Quantcast
GE points way for ‘too big to fail’ peers – Metro US

GE points way for ‘too big to fail’ peers

GE points way for ‘too big to fail’ peers
By James Saft

By James Saft

(Reuters) – If shedding its financing arm did wonders for General Electric’s stock price, maybe too-big-to-fail bank peers like Citibank and JP Morgan should consider similar moves.

Not that banks will become industrials, but rather the biggest banks might get a better valuation on their earnings by becoming smaller, simpler, easier to manage and less strictly regulated.

GE last Friday announced a plan to divest most of GE Capital,taking operating earnings from finance eventually down to less than 10 percent of the whole as compared to 57 percent in 2007. GE’s stock popped 11 percent on the news, which may allow the company to lose its designation as a ‘systemically important financial institution’ (SIFI) subject to tougher regulation under the Dodd-Frank Act.

Investors were happy not simply because of the prospect of less burdensome regulation. More important is that GE will be a more focused industrial company, one which will produce more predictable and hopefully less volatile earnings. While finance was once the tail which wagged GE’s industrial dog, allowing it to grow earnings both rapidly and with metronomic, if sometimes hard to credit, regularity, GE Capital’s huge and complex book of financings threatened to take the company down during the financial crisis, bringing on a stock slump from which it is only now emerging.

Though arguably in the pre-crisis era investors gave finance-based earnings at GE a bit of a pass, valuing them more highly than they would if produced by a similarly hedge-fund-like investment bank, those days surely ended with the crisis.

There is also the conglomerate discount at work here, a phenomenon characterized by investors being unwilling to pay as highly for a given dollar of earnings at a conglomerate as they would at a mono-line or simpler company. That’s partly because conglomerates, and here I include financial ones, have a bad track record of being run too much for the glory and enrichment of insiders, but also because investors want to do their own diversification rather than subcontract it to the whims of executives and their investment bankers. Note that GE’s consumer finance arm Synchrony Financial, spun off last August, has seen its shares rise by a third, much better than both the broad market and most financial shares.

The market seems to like simple stand-alone companies, even ones in finance.

THE INVESTMENT CASE AGAINST TOO BIG TO FAIL

So will any of this cut much ice with those making the calls at the too-big-to-fail banks? Very likely not, history and human nature being what they are, but perhaps it ought to.

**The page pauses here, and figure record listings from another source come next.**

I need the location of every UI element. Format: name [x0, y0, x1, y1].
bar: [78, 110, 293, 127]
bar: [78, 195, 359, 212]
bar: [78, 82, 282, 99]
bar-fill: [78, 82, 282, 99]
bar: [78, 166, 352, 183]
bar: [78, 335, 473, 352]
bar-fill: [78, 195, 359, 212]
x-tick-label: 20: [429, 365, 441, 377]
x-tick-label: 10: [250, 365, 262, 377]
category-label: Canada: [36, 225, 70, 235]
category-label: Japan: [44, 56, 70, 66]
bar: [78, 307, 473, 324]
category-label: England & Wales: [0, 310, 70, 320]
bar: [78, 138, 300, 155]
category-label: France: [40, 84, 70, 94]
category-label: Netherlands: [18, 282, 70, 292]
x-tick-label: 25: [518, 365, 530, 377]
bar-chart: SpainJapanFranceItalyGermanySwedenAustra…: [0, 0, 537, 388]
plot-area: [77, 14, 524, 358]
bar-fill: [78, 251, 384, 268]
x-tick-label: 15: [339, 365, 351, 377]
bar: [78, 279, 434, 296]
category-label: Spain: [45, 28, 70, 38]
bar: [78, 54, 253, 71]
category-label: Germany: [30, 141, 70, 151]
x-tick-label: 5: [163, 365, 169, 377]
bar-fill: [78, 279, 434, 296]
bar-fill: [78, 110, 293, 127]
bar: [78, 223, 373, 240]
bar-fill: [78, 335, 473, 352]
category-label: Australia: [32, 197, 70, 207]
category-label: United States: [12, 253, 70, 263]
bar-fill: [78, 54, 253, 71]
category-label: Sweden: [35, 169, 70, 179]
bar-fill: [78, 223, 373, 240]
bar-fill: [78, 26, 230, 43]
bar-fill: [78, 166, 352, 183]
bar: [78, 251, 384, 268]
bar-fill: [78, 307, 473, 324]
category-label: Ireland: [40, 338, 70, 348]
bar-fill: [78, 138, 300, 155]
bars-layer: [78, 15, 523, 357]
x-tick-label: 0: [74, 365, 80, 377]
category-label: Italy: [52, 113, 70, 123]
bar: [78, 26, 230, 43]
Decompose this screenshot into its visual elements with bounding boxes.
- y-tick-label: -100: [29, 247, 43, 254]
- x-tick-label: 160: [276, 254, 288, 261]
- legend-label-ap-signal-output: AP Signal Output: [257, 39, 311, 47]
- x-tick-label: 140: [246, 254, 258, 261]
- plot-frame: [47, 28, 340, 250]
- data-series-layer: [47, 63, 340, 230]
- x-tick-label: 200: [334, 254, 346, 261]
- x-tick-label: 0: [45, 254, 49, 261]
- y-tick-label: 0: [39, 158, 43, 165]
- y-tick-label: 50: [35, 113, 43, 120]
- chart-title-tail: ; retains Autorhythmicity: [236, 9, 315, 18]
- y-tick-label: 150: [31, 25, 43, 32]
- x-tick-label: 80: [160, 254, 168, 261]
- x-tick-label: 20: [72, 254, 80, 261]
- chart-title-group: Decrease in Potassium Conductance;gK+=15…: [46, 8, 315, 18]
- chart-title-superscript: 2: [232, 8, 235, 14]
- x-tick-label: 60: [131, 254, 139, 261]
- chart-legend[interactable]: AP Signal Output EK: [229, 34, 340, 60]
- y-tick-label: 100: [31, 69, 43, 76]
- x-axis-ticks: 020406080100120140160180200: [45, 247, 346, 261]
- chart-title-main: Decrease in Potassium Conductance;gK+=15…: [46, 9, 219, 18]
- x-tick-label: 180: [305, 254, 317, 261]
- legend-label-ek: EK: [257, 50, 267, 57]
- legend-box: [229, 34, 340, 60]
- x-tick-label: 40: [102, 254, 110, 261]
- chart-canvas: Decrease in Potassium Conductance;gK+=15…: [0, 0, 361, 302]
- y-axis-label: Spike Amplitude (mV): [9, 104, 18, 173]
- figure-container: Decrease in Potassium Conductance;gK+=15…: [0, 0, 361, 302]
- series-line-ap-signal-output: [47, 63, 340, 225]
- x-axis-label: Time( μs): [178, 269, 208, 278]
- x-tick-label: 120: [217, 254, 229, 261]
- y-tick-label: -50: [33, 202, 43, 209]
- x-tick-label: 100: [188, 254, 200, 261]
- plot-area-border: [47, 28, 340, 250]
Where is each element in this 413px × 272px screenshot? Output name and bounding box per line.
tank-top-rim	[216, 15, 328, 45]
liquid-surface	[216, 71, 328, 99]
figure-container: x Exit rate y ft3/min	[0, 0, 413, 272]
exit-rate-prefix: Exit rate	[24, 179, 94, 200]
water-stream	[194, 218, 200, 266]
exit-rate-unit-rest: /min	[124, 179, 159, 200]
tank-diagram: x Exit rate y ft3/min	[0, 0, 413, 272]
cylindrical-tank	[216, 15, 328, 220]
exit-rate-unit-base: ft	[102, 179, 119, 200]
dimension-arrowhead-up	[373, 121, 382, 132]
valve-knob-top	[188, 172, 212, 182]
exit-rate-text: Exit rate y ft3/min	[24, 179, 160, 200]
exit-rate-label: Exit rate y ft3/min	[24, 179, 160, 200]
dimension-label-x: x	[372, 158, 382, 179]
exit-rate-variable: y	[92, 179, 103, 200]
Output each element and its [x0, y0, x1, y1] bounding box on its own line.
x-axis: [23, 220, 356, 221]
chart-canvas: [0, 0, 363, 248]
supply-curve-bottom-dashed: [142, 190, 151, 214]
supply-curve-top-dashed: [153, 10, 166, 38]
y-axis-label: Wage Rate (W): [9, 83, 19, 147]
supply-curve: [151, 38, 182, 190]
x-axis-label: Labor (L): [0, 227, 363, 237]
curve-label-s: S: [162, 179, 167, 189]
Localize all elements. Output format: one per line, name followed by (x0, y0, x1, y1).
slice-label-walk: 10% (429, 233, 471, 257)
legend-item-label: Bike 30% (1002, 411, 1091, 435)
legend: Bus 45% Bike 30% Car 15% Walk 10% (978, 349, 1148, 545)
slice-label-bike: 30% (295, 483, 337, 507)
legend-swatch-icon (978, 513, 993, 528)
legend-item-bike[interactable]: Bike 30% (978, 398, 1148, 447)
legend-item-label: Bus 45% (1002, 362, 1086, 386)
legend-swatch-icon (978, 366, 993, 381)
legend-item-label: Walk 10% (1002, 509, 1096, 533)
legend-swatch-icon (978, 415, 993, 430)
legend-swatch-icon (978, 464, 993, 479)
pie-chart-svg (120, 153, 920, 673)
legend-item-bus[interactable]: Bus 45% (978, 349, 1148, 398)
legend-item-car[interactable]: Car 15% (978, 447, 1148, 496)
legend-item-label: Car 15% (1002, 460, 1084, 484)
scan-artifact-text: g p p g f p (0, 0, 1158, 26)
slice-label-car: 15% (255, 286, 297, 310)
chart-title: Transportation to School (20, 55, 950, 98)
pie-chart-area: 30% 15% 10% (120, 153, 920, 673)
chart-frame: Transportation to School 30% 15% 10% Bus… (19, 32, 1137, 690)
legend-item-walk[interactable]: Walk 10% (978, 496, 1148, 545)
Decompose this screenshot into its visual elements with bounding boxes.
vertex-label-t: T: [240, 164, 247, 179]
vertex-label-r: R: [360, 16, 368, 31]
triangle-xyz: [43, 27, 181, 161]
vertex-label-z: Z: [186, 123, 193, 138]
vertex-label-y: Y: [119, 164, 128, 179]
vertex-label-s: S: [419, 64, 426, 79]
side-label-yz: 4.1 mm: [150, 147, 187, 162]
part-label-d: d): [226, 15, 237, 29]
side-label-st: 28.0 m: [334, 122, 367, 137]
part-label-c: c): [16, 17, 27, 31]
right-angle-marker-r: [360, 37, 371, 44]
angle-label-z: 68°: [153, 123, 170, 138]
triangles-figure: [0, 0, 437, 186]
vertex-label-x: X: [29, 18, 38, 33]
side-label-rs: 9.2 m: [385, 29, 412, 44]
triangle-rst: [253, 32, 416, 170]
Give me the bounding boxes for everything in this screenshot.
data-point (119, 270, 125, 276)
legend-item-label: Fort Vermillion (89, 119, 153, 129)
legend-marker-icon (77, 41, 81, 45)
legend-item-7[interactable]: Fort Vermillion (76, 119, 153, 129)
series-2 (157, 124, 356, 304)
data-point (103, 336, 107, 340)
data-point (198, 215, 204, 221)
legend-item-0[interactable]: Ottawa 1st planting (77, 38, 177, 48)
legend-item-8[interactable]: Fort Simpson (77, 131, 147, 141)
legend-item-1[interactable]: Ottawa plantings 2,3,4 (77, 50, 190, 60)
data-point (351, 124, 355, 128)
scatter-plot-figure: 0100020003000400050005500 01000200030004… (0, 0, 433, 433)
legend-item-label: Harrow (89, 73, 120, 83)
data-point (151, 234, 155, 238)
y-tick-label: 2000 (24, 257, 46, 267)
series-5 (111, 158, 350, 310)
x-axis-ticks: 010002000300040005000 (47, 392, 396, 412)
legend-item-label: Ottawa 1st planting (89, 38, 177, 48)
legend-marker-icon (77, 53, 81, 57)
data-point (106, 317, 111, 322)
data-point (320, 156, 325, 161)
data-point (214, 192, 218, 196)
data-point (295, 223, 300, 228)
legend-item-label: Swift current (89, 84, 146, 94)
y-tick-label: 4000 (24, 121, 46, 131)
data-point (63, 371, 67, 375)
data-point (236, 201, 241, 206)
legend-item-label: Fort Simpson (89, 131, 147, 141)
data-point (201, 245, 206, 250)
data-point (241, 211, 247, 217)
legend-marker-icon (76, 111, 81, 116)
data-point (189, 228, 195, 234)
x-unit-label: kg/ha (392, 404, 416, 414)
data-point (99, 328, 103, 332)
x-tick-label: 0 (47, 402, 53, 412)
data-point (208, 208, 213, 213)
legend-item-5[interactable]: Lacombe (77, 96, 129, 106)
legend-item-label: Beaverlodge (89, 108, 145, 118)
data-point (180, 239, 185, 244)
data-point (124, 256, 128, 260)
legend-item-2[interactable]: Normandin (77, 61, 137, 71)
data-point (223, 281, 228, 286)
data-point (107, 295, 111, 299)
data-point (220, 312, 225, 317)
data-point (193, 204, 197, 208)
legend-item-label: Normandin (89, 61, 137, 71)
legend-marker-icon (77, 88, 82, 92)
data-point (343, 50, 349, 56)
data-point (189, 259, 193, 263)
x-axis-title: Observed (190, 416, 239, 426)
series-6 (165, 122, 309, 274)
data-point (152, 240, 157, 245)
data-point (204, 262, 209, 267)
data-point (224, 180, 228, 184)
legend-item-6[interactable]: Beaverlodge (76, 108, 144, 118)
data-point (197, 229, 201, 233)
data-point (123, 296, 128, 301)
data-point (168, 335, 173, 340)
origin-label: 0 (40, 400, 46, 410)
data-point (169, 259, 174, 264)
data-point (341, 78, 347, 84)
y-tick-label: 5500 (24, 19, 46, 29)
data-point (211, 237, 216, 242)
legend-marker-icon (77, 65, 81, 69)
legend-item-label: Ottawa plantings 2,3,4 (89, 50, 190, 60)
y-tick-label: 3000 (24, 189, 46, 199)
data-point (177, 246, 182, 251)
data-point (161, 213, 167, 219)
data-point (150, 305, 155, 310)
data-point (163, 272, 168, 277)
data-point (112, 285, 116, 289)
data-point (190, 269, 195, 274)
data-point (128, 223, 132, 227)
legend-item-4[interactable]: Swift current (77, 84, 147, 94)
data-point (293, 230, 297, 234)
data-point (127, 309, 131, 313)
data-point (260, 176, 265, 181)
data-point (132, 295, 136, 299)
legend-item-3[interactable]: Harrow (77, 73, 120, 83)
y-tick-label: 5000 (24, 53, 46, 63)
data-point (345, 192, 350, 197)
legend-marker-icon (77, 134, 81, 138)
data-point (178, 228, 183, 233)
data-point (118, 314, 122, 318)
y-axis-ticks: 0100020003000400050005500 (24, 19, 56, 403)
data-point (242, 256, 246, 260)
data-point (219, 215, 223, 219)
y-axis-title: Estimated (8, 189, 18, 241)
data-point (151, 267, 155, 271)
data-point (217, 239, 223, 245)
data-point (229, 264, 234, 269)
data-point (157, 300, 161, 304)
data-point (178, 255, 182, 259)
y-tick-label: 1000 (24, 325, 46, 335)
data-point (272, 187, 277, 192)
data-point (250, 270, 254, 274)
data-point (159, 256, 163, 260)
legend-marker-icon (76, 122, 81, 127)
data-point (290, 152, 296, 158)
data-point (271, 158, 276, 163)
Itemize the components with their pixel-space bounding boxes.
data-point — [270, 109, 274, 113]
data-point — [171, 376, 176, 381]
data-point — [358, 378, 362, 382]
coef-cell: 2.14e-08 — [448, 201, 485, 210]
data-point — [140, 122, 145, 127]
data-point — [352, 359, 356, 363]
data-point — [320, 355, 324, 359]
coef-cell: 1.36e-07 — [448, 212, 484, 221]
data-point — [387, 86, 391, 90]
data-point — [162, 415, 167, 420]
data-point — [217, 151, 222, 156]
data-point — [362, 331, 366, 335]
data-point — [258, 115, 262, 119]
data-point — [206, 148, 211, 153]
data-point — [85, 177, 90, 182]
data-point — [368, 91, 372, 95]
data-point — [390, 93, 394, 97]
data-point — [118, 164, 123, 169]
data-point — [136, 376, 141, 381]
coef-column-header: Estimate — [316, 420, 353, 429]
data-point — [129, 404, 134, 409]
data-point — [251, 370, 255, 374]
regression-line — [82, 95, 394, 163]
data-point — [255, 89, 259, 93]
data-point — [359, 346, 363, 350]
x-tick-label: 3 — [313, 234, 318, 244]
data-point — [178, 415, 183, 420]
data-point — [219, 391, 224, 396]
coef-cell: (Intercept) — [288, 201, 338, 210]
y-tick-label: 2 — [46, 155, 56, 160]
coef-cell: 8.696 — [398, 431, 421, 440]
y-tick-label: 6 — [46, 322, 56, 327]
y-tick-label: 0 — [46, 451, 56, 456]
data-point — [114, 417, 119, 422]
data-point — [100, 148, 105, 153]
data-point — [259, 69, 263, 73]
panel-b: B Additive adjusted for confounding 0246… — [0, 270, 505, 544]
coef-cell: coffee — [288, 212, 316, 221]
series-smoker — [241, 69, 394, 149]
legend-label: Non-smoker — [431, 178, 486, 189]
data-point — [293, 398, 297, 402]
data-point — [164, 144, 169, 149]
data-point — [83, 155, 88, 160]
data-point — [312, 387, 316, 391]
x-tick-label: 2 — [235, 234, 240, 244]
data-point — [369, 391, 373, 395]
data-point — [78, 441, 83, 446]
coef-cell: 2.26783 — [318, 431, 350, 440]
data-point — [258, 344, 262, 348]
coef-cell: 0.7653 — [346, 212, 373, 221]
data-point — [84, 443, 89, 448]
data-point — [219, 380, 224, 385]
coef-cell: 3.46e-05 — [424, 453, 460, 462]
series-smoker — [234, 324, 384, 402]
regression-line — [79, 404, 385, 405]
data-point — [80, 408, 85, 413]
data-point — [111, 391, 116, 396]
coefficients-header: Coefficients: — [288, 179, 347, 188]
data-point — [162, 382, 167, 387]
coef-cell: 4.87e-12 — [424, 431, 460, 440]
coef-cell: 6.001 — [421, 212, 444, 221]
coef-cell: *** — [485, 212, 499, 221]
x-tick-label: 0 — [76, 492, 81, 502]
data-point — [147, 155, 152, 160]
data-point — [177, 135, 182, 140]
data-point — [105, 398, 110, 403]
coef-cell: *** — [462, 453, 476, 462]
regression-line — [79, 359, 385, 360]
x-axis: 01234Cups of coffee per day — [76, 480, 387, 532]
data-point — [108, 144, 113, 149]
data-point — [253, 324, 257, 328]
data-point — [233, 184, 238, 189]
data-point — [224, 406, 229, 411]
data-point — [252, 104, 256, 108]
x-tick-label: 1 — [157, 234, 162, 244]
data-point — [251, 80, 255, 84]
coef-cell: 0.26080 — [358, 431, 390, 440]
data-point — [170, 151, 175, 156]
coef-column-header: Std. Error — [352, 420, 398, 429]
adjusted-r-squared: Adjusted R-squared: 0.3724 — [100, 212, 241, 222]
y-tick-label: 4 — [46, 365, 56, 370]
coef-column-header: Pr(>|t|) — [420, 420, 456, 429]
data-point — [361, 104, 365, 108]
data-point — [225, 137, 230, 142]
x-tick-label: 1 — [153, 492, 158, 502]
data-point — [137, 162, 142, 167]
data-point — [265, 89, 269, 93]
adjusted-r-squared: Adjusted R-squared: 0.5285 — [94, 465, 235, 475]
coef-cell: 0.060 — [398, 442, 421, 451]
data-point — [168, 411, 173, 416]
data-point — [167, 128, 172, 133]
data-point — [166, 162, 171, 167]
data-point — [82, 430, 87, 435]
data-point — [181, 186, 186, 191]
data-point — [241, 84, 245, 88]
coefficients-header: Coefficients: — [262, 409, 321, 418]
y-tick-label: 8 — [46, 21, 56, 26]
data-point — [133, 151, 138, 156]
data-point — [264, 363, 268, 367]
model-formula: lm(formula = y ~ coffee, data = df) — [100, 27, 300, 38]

The largest banks do enjoy material advantages due to their implied status of being back-stopped by the government. Though the dimensions of this subsidy are hotly debated, as are the corresponding costs imposed by tighter regulation, the fact remains that they have an advantage in certain respects due to their size and scope. There are also those who still sincerely believe that large U.S. banks will be positioned to take advantage of a supposed growth in financial services worldwide, though the evidence for this too is contested.

There is, however, good evidence to suggest that many large diversified financials, perhaps particularly the largest, might achieve better stock market valuations were they to break themselves up into more easily digestible pieces. Not only is this sector a byword for poor long-term stock performance, at least over the last decade and a half, but there is academic evidence to back up this thesis.

A 2005 study which looked at banks in 43 countries, all with $100 million or more of assets, found that the market actually imposes a ‘diversification discount’ on those with more conglomerate-like corporate structures. This discount was about 6 percent of a standard measure of over- or under-valuation.

“Across an array of sensitivity checks, the data suggest that diversity reduces the value of financial conglomerates. One explanation of these results is that financial conglomerates that engage in multiple activities intensify agency problems and destroy value,” Luc Laeven, then of the World Bank, and Ross Levine, then of Brown University wrote.

Agency problems are economist-speak for what happens when an agent, like, say, a bank CEO, is in a position to take advantage of those for whom he works. In short, the more diversified the financial, the more likely that it is being run for the benefit of the inmates.

That’s exactly why the biggest banks should be broken up, and why they probably won’t.

(At the time of publication James Saft did not own any direct investments in securities mentioned in this article. He may be an owner indirectly as an investor in a fund. You can email him atjamessaft@jamessaft.comand find more columns at http://blogs.reuters.com/james-saft)

(James Saft is a Reuters columnist. The opinions expressed are his own.)